Facial appearance capture is now firmly established within academic research and used extensively across various application domains, perhaps most prominently in the entertainment industry through the design of virtual characters in video games and films. While significant progress has occurred over the last two decades, no single survey currently exists that discusses the similarities, differences, and practical considerations of the available appearance capture techniques as applied to human faces. A central difficulty of facial appearance capture is the way light interacts with skin—which has a complex multi‐layered structure—and the interactions that occur below the skin surface can, by definition, only be observed indirectly. In this report, we distinguish between two broad strategies for dealing with this complexity. “Image‐based methods” try to exhaustively capture the exact face appearance under different lighting and viewing conditions, and then render the face through weighted image combinations. “Parametric methods” instead fit the captured reflectance data to some parametric appearance model used during rendering, allowing for a more lightweight and flexible representation but at the cost of potentially increased rendering complexity or inexact reproduction. The goal of this report is to provide an overview that can guide practitioners and researchers in assessing the tradeoffs between current approaches and identifying directions for future advances in facial appearance capture.
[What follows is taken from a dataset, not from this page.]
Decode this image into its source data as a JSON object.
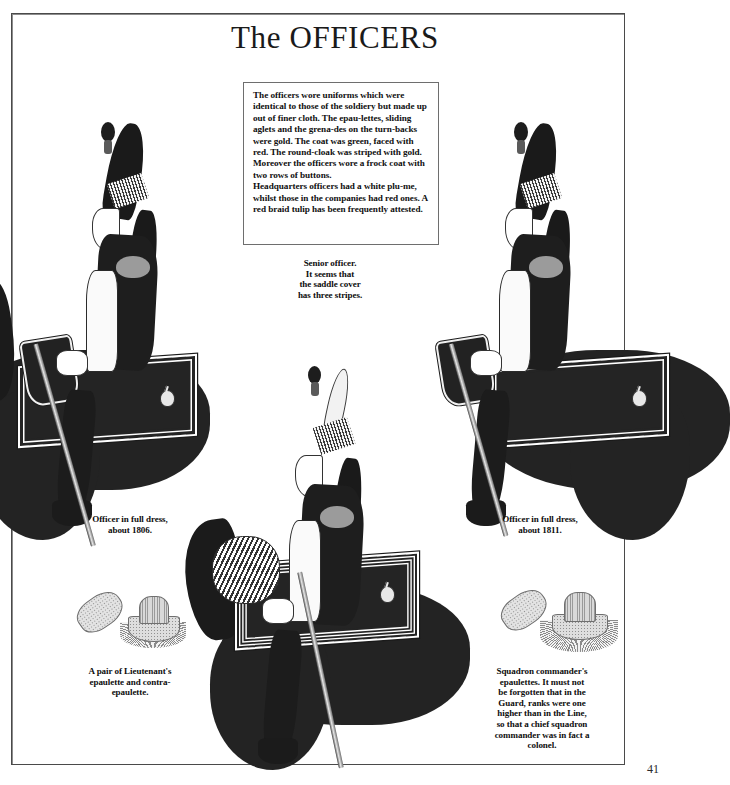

We present an automated approach for high-quality preview of feature-film rendering during lighting design. Similar to previous work, we use a deep-framebuffer shaded on the GPU to achieve interactive performance. Our first contribution is to generate the deep-framebuffer and corresponding shaders automatically through data-flow analysis and compilation of the original scene. Cache compression reduces automatically-generated deep-framebuffers to reasonable size for complex production scenes and shaders. We also propose a new structure, the indirect framebuffer , that decouples shading samples from final pixels and allows a deep-framebuffer to handle antialiasing, motion blur and transparency efficiently. Progressive refinement enables fast feedback at coarser resolution. We demonstrate our approach in real-world production.
Many applications in rendering rely on integrating functions over spherical polygons. We present a new numerical solution for computing the integral of spherical harmonics (SH) expansions clipped to polygonal domains. Our solution, based on zonal decompositions of spherical integrands and discrete contour integration, introduces an important numerical operating for SH expansions in rendering applications. Our method is simple, efficient, and scales linearly in the bandlimited integrand’s harmonic expansion. We apply our technique to problems in rendering, including surface and volume shading, hierarchical product importance sampling, and fast basis projection for interactive rendering. Moreover, we show how to handle general, nonpolynomial integrands in a Monte Carlo setting using control variates. Our technique computes the integral of bandlimited spherical functions with performance competitive to (or faster than) more general numerical integration methods for a broad class of problems, both in offline and interactive rendering contexts. Our implementation is simple, relying only on self-contained SH evaluation and discrete contour integration routines, and we release a full source CPU-only and shader-based implementations (<750 lines of commented code).